A default community ownership regime for data would obviously impact how companies use data; so what might the implications be?  Parminder recognizes that if a company’s data assets are taken away, they may lose the incentive to keep collecting data that could serve the community.  There would be a need to establish kinds of rights and privileges to data, depending on different levels of processing undertaken.

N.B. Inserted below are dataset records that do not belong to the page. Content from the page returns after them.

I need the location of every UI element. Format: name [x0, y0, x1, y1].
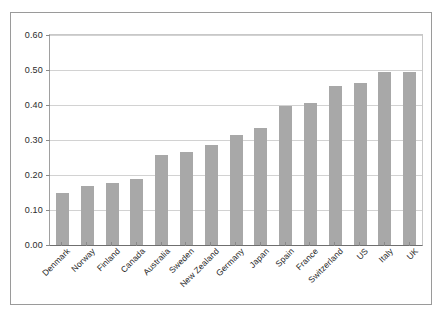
figure-frame: 0.000.100.200.300.400.500.60 DenmarkNorw…	[10, 12, 432, 305]
bar	[106, 183, 119, 245]
y-tick-label: 0.30	[25, 135, 43, 145]
x-axis: DenmarkNorwayFinlandCanadaAustraliaSwede…	[49, 246, 421, 304]
bar	[81, 186, 94, 245]
x-tick-mark	[409, 242, 410, 246]
y-tick-label: 0.50	[25, 65, 43, 75]
x-tick-mark	[285, 242, 286, 246]
x-tick-mark	[384, 242, 385, 246]
bar	[205, 145, 218, 245]
plot-area: 0.000.100.200.300.400.500.60	[49, 34, 423, 246]
x-tick-mark	[185, 242, 186, 246]
bar	[329, 86, 342, 245]
bar	[155, 155, 168, 245]
x-tick-mark	[136, 242, 137, 246]
y-tick-label: 0.00	[25, 240, 43, 250]
x-tick-mark	[111, 242, 112, 246]
bar	[254, 128, 267, 245]
bar	[180, 152, 193, 245]
y-tick-label: 0.20	[25, 170, 43, 180]
x-tick-mark	[86, 242, 87, 246]
y-tick-label: 0.60	[25, 30, 43, 40]
x-tick-mark	[359, 242, 360, 246]
x-tick-mark	[334, 242, 335, 246]
bar	[130, 179, 143, 245]
y-tick-label: 0.40	[25, 100, 43, 110]
chart-figure: 0.000.100.200.300.400.500.60 DenmarkNorw…	[0, 0, 444, 318]
bar	[56, 193, 69, 245]
x-tick-mark	[309, 242, 310, 246]
x-tick-mark	[260, 242, 261, 246]
x-tick-mark	[210, 242, 211, 246]
bar	[304, 103, 317, 245]
bar	[378, 72, 391, 245]
y-tick-label: 0.10	[25, 205, 43, 215]
bar-series	[50, 35, 422, 245]
chart-area: 0.000.100.200.300.400.500.60 DenmarkNorw…	[11, 13, 433, 306]
x-tick-mark	[235, 242, 236, 246]
x-tick-mark	[161, 242, 162, 246]
bar	[354, 83, 367, 245]
bar	[403, 72, 416, 245]
bar	[230, 135, 243, 245]
bar	[279, 106, 292, 245]
x-tick-mark	[61, 242, 62, 246]
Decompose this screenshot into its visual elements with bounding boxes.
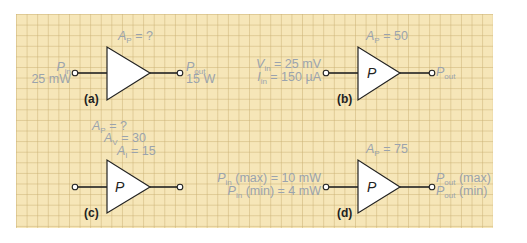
amplifier-triangle bbox=[107, 47, 150, 100]
figure-tag: (a) bbox=[84, 92, 99, 106]
input-terminal-icon bbox=[323, 184, 329, 190]
output-label-line-1: Pout bbox=[436, 65, 456, 81]
figure-tag: (d) bbox=[337, 206, 352, 220]
figure-d: AP = 75 P Pin (max) = 10 mW Pin (min) = … bbox=[217, 142, 491, 220]
amplifier-triangle bbox=[358, 160, 400, 213]
input-terminal-icon bbox=[72, 70, 78, 76]
output-label-line-2: 15 W bbox=[186, 72, 215, 86]
amplifier-power-label: P bbox=[367, 179, 377, 195]
amplifier-diagrams: AP = ? Pin 25 mW Pout 15 W (a) AP = 50 P… bbox=[0, 0, 527, 243]
gain-label-ap: AP = 75 bbox=[365, 142, 408, 158]
figure-tag: (b) bbox=[337, 92, 352, 106]
output-terminal-icon bbox=[429, 184, 435, 190]
output-terminal-icon bbox=[429, 70, 435, 76]
output-terminal-icon bbox=[177, 184, 183, 190]
amplifier-power-label: P bbox=[367, 65, 377, 81]
figure-c: AP = ? AV = 30 AI = 15 P (c) bbox=[72, 119, 183, 220]
input-terminal-icon bbox=[72, 184, 78, 190]
output-label-line-2: Pout (min) bbox=[436, 184, 487, 200]
figure-b: AP = 50 P Vin = 25 mV Iin = 150 µA Pout … bbox=[256, 29, 456, 106]
input-terminal-icon bbox=[323, 70, 329, 76]
input-label-line-2: Pin (min) = 4 mW bbox=[228, 184, 322, 200]
figure-a: AP = ? Pin 25 mW Pout 15 W (a) bbox=[31, 29, 215, 106]
amplifier-power-label: P bbox=[115, 179, 125, 195]
gain-label-ap: AP = ? bbox=[117, 29, 153, 45]
input-label-line-2: 25 mW bbox=[31, 72, 71, 86]
amplifier-triangle bbox=[358, 47, 400, 100]
amplifier-triangle bbox=[107, 160, 150, 213]
input-label-line-2: Iin = 150 µA bbox=[257, 70, 321, 86]
gain-label-ap: AP = 50 bbox=[365, 29, 408, 45]
figure-tag: (c) bbox=[84, 206, 99, 220]
output-terminal-icon bbox=[177, 70, 183, 76]
gain-label-ai: AI = 15 bbox=[116, 144, 156, 160]
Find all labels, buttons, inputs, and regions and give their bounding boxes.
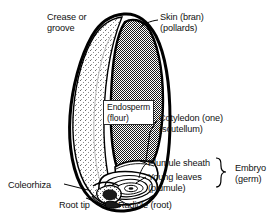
endosperm-shape [111, 20, 163, 168]
label-crease-or-groove: Crease or groove [47, 12, 86, 34]
label-plumule-sheath: Plumule sheath [148, 158, 210, 169]
endosperm-region [111, 20, 163, 168]
label-embryo-germ: Embryo (germ) [235, 163, 266, 185]
label-skin-bran-pollards: Skin (bran) (pollards) [160, 12, 204, 34]
wheat-grain-diagram: Crease or groove Skin (bran) (pollards) … [0, 0, 272, 222]
label-coleorhiza: Coleorhiza [8, 180, 51, 191]
label-root-tip: Root tip [59, 200, 90, 211]
label-endosperm-flour: Endosperm (flour) [103, 100, 154, 125]
plumule-tip-dot [129, 187, 134, 190]
label-young-leaves-plumule: Young leaves (plumule) [148, 172, 202, 194]
embryo-brace [216, 158, 226, 187]
label-cotyledon-scutellum: Cotyledon (one) (scutellum) [159, 113, 223, 135]
label-radicle-root: Radicle (root) [118, 200, 172, 211]
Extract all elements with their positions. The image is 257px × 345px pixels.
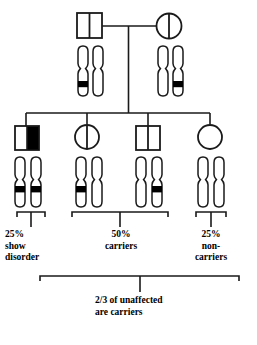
chromosome-child3-1-clear: [136, 157, 146, 207]
pedigree-diagram: 25% show disorder 50% carriers 25% non- …: [0, 0, 257, 345]
chromosome-child1-2-banded: [31, 157, 41, 207]
bracket-unaffected-summary: [40, 276, 239, 292]
individual-mother-symbol: [157, 14, 182, 39]
chromosome-pair-child-2: [76, 157, 102, 207]
pedigree-graphic: [0, 0, 257, 345]
chromosome-father-2-clear: [93, 46, 103, 96]
sibship-drop-lines: [26, 113, 210, 126]
bracket-noncarriers: [196, 212, 226, 227]
chromosome-child3-2-banded: [152, 157, 162, 207]
chromosome-pair-mother: [158, 46, 183, 96]
bracket-carriers: [72, 212, 168, 227]
chromosome-child1-1-banded: [15, 157, 25, 207]
chromosome-child4-2-clear: [214, 157, 224, 207]
individual-child-2-symbol: [75, 125, 99, 149]
chromosome-mother-1-clear: [158, 46, 168, 96]
chromosome-child2-1-banded: [76, 157, 86, 207]
label-carriers-group: 50% carriers: [90, 229, 152, 252]
label-summary-unaffected-carriers: 2/3 of unaffected are carriers: [95, 295, 225, 318]
chromosome-father-1-banded: [78, 46, 88, 96]
chromosome-pair-child-4: [198, 157, 224, 207]
chromosome-child4-1-clear: [198, 157, 208, 207]
chromosome-child2-2-clear: [92, 157, 102, 207]
individual-child-1-symbol: [15, 126, 39, 150]
chromosome-pair-child-3: [136, 157, 162, 207]
bracket-affected: [17, 212, 45, 227]
individual-child-3-symbol: [136, 126, 160, 150]
individual-child-4-symbol: [198, 125, 222, 149]
chromosome-pair-father: [78, 46, 103, 96]
individual-father-symbol: [77, 13, 102, 38]
label-affected-group: 25% show disorder: [5, 229, 65, 264]
chromosome-pair-child-1: [15, 157, 41, 207]
chromosome-mother-2-banded: [173, 46, 183, 96]
label-noncarriers-group: 25% non- carriers: [182, 229, 240, 264]
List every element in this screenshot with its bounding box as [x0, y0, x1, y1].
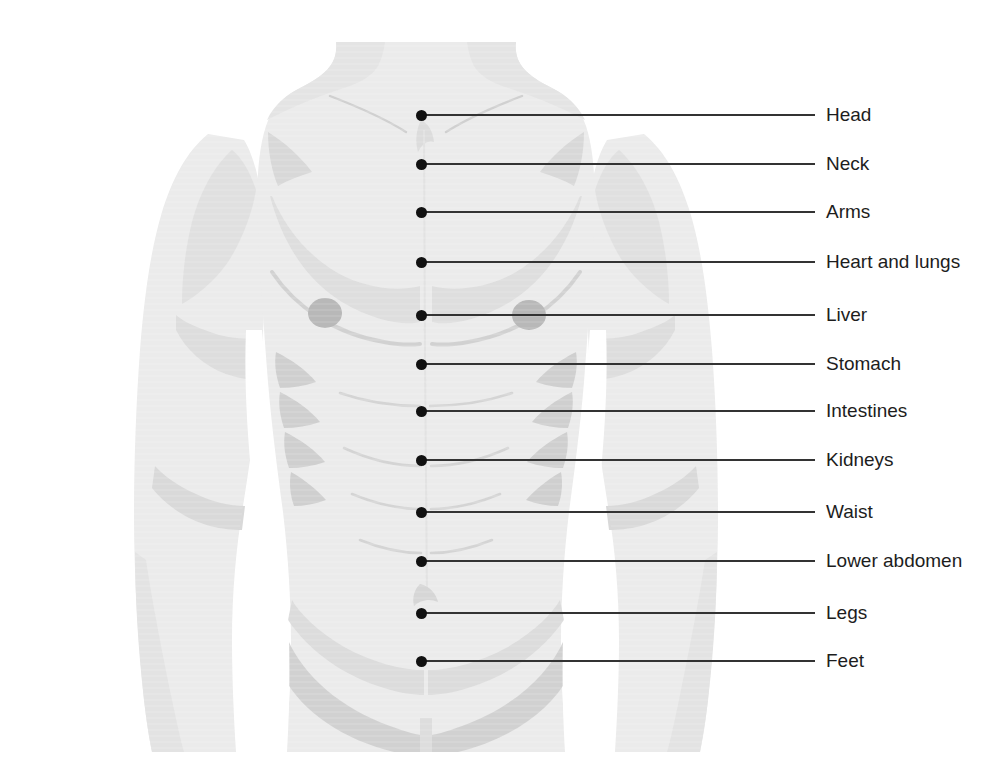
leader-line-arms [421, 211, 815, 213]
body-regions-diagram: HeadNeckArmsHeart and lungsLiverStomachI… [0, 0, 1008, 775]
marker-dot-lower-abdomen[interactable] [416, 556, 427, 567]
marker-dot-stomach[interactable] [416, 359, 427, 370]
callout-label-arms: Arms [826, 202, 870, 221]
leader-line-head [421, 114, 815, 116]
marker-dot-waist[interactable] [416, 507, 427, 518]
marker-dot-feet[interactable] [416, 656, 427, 667]
callout-label-legs: Legs [826, 603, 867, 622]
marker-dot-head[interactable] [416, 110, 427, 121]
marker-dot-kidneys[interactable] [416, 455, 427, 466]
leader-line-kidneys [421, 459, 815, 461]
leader-line-liver [421, 314, 815, 316]
leader-line-feet [421, 660, 815, 662]
marker-dot-liver[interactable] [416, 310, 427, 321]
callout-label-intestines: Intestines [826, 401, 907, 420]
leader-line-legs [421, 612, 815, 614]
marker-dot-neck[interactable] [416, 159, 427, 170]
callout-label-feet: Feet [826, 651, 864, 670]
marker-dot-arms[interactable] [416, 207, 427, 218]
marker-dot-heart-and-lungs[interactable] [416, 257, 427, 268]
marker-dot-intestines[interactable] [416, 406, 427, 417]
leader-line-heart-and-lungs [421, 261, 815, 263]
callout-label-kidneys: Kidneys [826, 450, 894, 469]
callout-label-heart-and-lungs: Heart and lungs [826, 252, 960, 271]
leader-line-stomach [421, 363, 815, 365]
callout-label-waist: Waist [826, 502, 873, 521]
leader-line-intestines [421, 410, 815, 412]
marker-dot-legs[interactable] [416, 608, 427, 619]
leader-line-neck [421, 163, 815, 165]
callout-label-liver: Liver [826, 305, 867, 324]
callout-label-neck: Neck [826, 154, 869, 173]
leader-line-waist [421, 511, 815, 513]
leader-line-lower-abdomen [421, 560, 815, 562]
callout-label-stomach: Stomach [826, 354, 901, 373]
callout-label-head: Head [826, 105, 871, 124]
callout-list: HeadNeckArmsHeart and lungsLiverStomachI… [0, 0, 1008, 775]
callout-label-lower-abdomen: Lower abdomen [826, 551, 962, 570]
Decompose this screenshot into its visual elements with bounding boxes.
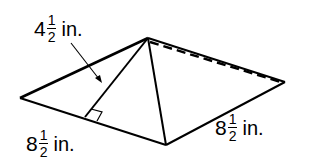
base-edge-right-label: 8 1 2 in. (215, 112, 264, 143)
hidden-edge-dashed (150, 42, 284, 83)
slant-height-line (85, 38, 148, 117)
base-edge-left-fraction: 1 2 (39, 128, 49, 159)
slant-height-denominator: 2 (48, 29, 56, 44)
arrowhead-icon (95, 75, 102, 83)
slant-height-whole: 4 (34, 18, 46, 39)
slant-height-numerator: 1 (47, 13, 57, 29)
base-edge-right-whole: 8 (215, 117, 227, 138)
right-angle-marker (91, 109, 102, 121)
base-edge-left-label: 8 1 2 in. (26, 128, 75, 159)
lateral-edge-right (148, 38, 285, 82)
base-edge-right-fraction: 1 2 (228, 112, 238, 143)
lateral-edge-front (148, 38, 166, 145)
base-edge-right-unit: in. (242, 118, 263, 138)
slant-height-label: 4 1 2 in. (34, 13, 83, 44)
base-edge-right-numerator: 1 (228, 112, 238, 128)
slant-height-unit: in. (61, 19, 82, 39)
base-edge-left-denominator: 2 (40, 144, 48, 159)
base-edge-right-denominator: 2 (229, 128, 237, 143)
base-edge-left-whole: 8 (26, 133, 38, 154)
base-edge-left-unit: in. (53, 134, 74, 154)
leader-line (71, 43, 99, 79)
base-edge-back-left (20, 38, 148, 98)
slant-height-fraction: 1 2 (47, 13, 57, 44)
base-edge-left-numerator: 1 (39, 128, 49, 144)
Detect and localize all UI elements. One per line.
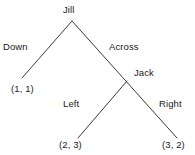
payoff-label-down: (1, 1) (11, 83, 34, 94)
payoff-label-left: (2, 3) (59, 139, 82, 150)
node-label-jill: Jill (63, 4, 74, 15)
edge-label-right: Right (159, 98, 182, 109)
payoff-label-right: (3, 2) (162, 139, 185, 150)
edge-line-down (22, 21, 72, 78)
edge-line-left (78, 81, 127, 138)
edge-line-across-right (72, 21, 177, 138)
edge-label-across: Across (109, 41, 139, 52)
edge-label-down: Down (3, 41, 28, 52)
game-tree-diagram: Jill Down Across Jack (1, 1) Left Right … (0, 0, 195, 155)
tree-edges-layer (0, 0, 195, 155)
edge-label-left: Left (63, 98, 79, 109)
node-label-jack: Jack (134, 67, 154, 78)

There is a difference between raw data, on the one hand, and data that has been processed to different levels and the inferences derived from it, on the other.  Parminder considers that, in the case, for example, of real-time city commuting data collected by a company, the law should enable the city to ask for that data to be shared, because it remains a community asset in its first-level formatting.  Then with the different kinds of processing, there would need to be regulations that clarify till which level is the data still a community asset that has to be shared and at which point it becomes a private asset; also, which kind of data may be part community and part corporate and which kind of data has to be put in open regulated markets.  “So there are many ways and depending on what kind of processing has been done by the corporations, they may have certain data related privileges so as to incentivize them to keep collecting it.”

 

Also, some of the data sharing obligations could be by uses. “There are two kinds of larger use cases: one is sharing for directly public interest purposes.  Every area of public policy making would soon be dependent on platform data: agriculture, health, education, you name it.”  But another kind of use relates to ensuring that local domestic industry gets access to data it needs to establish and develop their digital businesses, without which they will never be able to compete with the transnational corporations.  Countries such as the UK, France, India are already envisaging policies along those lines.

 

There would be differential treatment of data according to the sector involved; for example, the public interest concerns relating to health data would need different regulations than, say, general e-commerce data.

 

While India is the first developing country working on policies in this area, there is growing interest in other developing countries, such as South Africa.  In multilateral body discussions, the issue of data ownership frequently comes up.

 

In summary, JNC’s concept of data ownership arises from two considerations: people’s rights versus the power of corporations, and the geopolitical concerns of developing countries’ position in the emerging global digital value chains.  Currently, the default is that data ownership is concentrating within a few corporations, largely in the US, and now some in China. To respond to these concerns, says Parminder “we found that there is no other way than to start an opposite process whereby the community of origin of data claims the data: that addresses both issues of people’s claims and rights vis a vis corporations, and also the geopolitical issue.  These are the reasons which took us to the ‘data ownership framing’, because when you have real problems you need responses.”

 

In these times of the pandemic, proposals such as these take on renewed relevance, since there can be no doubt that the digital corporations are taking advantage of the present situation to further strengthen their model of extraction and appropriation of our data.

 

 

- Sally Burch is a British-Ecuadorian journalist, executive director of ALAI and a member of the JNC steering committee.